27th November 2009 : A new project has been funded, that could revolutionize the way biomedical researchers share and access information. A national team of biomedical researchers, including Carleton University’s Michel Dumontier are to get the fund to execute the project
Canada’s Advanced Research and Innovation Network, CANARIE, awarded $927,000 to the Canadian Bioinformatics Resources As Semantic Services (C-BRASS) project to integrate different databases and web services into one intelligent network and train Canadians to use them.
“One of the major challenges facing biomedical researchers is the difficulty in obtaining and effectively analyzing the data they need to solve real-world problems,” says Dr. Dumontier, an associate professor in the Department of Biology and School of Computer Science. “This new project leaves researchers free to focus on what the results mean and how this new knowledge can be used to improve the health of Canadians.”
“Projects like C-BRASS are exactly why the CANARIE Network exists; to enable state-of-the-art research and collaboration that puts Canadian researchers at the leading edge of scientific discovery,” said CANARIE President Guy Bujold.
CANARIE’s funding will be used to further develop a free, open-source toolkit to create new and innovative applications. “For instance, we are using Health Canada funding to leverage this toolkit to build ST-SHARE, a systems toxicology knowledge base, which may be used to inform policy and improve the overall health and safety of Canadians,” points out Dr. Dumontier.
He is researching ways to evaluate drug effectiveness based on the genetic background of an individual. He hopes that his work will reduce the costs of sickness by increasing the efficacy of treatment, spare those that would suffer side-effects and shorten the drug development cycle by having regulatory agencies approve treatments effective for smaller populations.
C-BRASS is led by the Providence Heart and Lung Institute at St. Paul’s Hospital and the University of British Columbia, in collaboration with researchers at Carleton and the University of New Brunswick. It is part of CANARIE’s flagship Network-Enabled Platform (NEP) Program, which to-date has awarded $25.5 million in funding to 19 IT research projects across the country. The NEP Program funds the development of tools and software that help researchers to exploit the massive amounts of data and research that flow along the CANARIE Network.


** DIRECTIONS FOR THIS TASK **
Leave the pictures out and print every record below exactly as it stands.

** GIVEN ENTRIES **
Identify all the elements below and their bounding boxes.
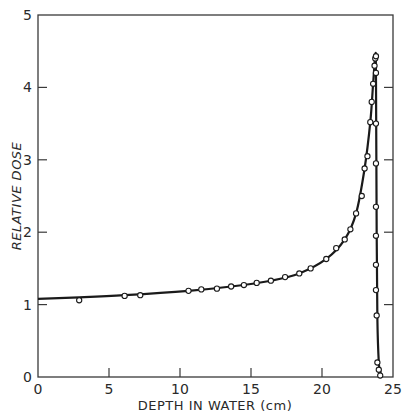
data-point (268, 278, 273, 283)
data-point (372, 63, 377, 68)
data-point (229, 284, 234, 289)
data-point (199, 287, 204, 292)
data-point (365, 154, 370, 159)
data-point (373, 70, 378, 75)
data-point (308, 266, 313, 271)
data-point (373, 233, 378, 238)
x-tick-label: 5 (105, 381, 114, 397)
data-point (373, 288, 378, 293)
data-point (77, 298, 82, 303)
x-tick-label: 15 (242, 381, 260, 397)
x-tick-label: 0 (34, 381, 43, 397)
x-axis-title: DEPTH IN WATER (cm) (138, 398, 292, 413)
x-tick-label: 25 (384, 381, 402, 397)
data-point (376, 367, 381, 372)
x-tick-label: 10 (171, 381, 189, 397)
data-point (378, 373, 383, 378)
data-point (186, 288, 191, 293)
y-tick-label: 4 (23, 79, 32, 95)
y-tick-label: 2 (23, 224, 32, 240)
data-point (375, 360, 380, 365)
y-tick-label: 1 (23, 297, 32, 313)
data-point (214, 286, 219, 291)
y-tick-labels: 012345 (23, 7, 32, 385)
bragg-peak-chart: 0510152025 012345 DEPTH IN WATER (cm) RE… (0, 0, 407, 415)
y-tick-label: 5 (23, 7, 32, 23)
data-point (138, 293, 143, 298)
data-point (373, 161, 378, 166)
x-tick-label: 20 (313, 381, 331, 397)
y-tick-label: 3 (23, 152, 32, 168)
data-point (334, 246, 339, 251)
x-tick-labels: 0510152025 (34, 381, 402, 397)
data-point (348, 227, 353, 232)
plot-frame (38, 15, 393, 377)
data-point (362, 166, 367, 171)
data-point (353, 211, 358, 216)
data-point (324, 256, 329, 261)
data-point (373, 262, 378, 267)
data-point (373, 121, 378, 126)
data-point (254, 280, 259, 285)
data-point (374, 313, 379, 318)
data-point (241, 282, 246, 287)
data-point (373, 204, 378, 209)
data-point (122, 293, 127, 298)
data-point (368, 120, 373, 125)
data-point (373, 54, 378, 59)
data-point (359, 193, 364, 198)
dose-curve (38, 53, 382, 377)
data-point (282, 274, 287, 279)
data-point (369, 99, 374, 104)
data-point-markers (77, 54, 383, 378)
data-point (342, 237, 347, 242)
data-point (371, 81, 376, 86)
y-axis-title: RELATIVE DOSE (9, 141, 24, 250)
data-point (297, 271, 302, 276)
axis-ticks (38, 87, 393, 377)
y-tick-label: 0 (23, 369, 32, 385)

** RESULT OF THIS EXERCISE **
Identify all the elements below and their bounding boxes.
data-point (268, 278, 273, 283)
data-point (372, 63, 377, 68)
data-point (229, 284, 234, 289)
data-point (199, 287, 204, 292)
data-point (365, 154, 370, 159)
data-point (373, 70, 378, 75)
data-point (308, 266, 313, 271)
data-point (373, 233, 378, 238)
x-tick-label: 5 (105, 381, 114, 397)
data-point (373, 288, 378, 293)
data-point (77, 298, 82, 303)
x-tick-label: 15 (242, 381, 260, 397)
x-tick-label: 0 (34, 381, 43, 397)
x-axis-title: DEPTH IN WATER (cm) (138, 398, 292, 413)
x-tick-label: 25 (384, 381, 402, 397)
data-point (376, 367, 381, 372)
x-tick-label: 10 (171, 381, 189, 397)
data-point (378, 373, 383, 378)
data-point (186, 288, 191, 293)
y-tick-label: 4 (23, 79, 32, 95)
y-tick-label: 2 (23, 224, 32, 240)
data-point (375, 360, 380, 365)
y-tick-label: 1 (23, 297, 32, 313)
data-point (214, 286, 219, 291)
y-tick-labels: 012345 (23, 7, 32, 385)
bragg-peak-chart: 0510152025 012345 DEPTH IN WATER (cm) RE… (0, 0, 407, 415)
y-tick-label: 5 (23, 7, 32, 23)
data-point (138, 293, 143, 298)
data-point (373, 161, 378, 166)
x-tick-label: 20 (313, 381, 331, 397)
y-tick-label: 3 (23, 152, 32, 168)
data-point (334, 246, 339, 251)
x-tick-labels: 0510152025 (34, 381, 402, 397)
data-point (348, 227, 353, 232)
plot-frame (38, 15, 393, 377)
data-point (362, 166, 367, 171)
data-point (353, 211, 358, 216)
data-point (324, 256, 329, 261)
data-point (373, 262, 378, 267)
data-point (373, 121, 378, 126)
data-point (254, 280, 259, 285)
data-point (374, 313, 379, 318)
data-point (241, 282, 246, 287)
data-point (373, 204, 378, 209)
data-point (122, 293, 127, 298)
data-point (368, 120, 373, 125)
data-point (373, 54, 378, 59)
data-point (359, 193, 364, 198)
dose-curve (38, 53, 382, 377)
data-point (282, 274, 287, 279)
data-point (369, 99, 374, 104)
data-point-markers (77, 54, 383, 378)
data-point (342, 237, 347, 242)
data-point (371, 81, 376, 86)
y-axis-title: RELATIVE DOSE (9, 141, 24, 250)
data-point (297, 271, 302, 276)
axis-ticks (38, 87, 393, 377)
y-tick-label: 0 (23, 369, 32, 385)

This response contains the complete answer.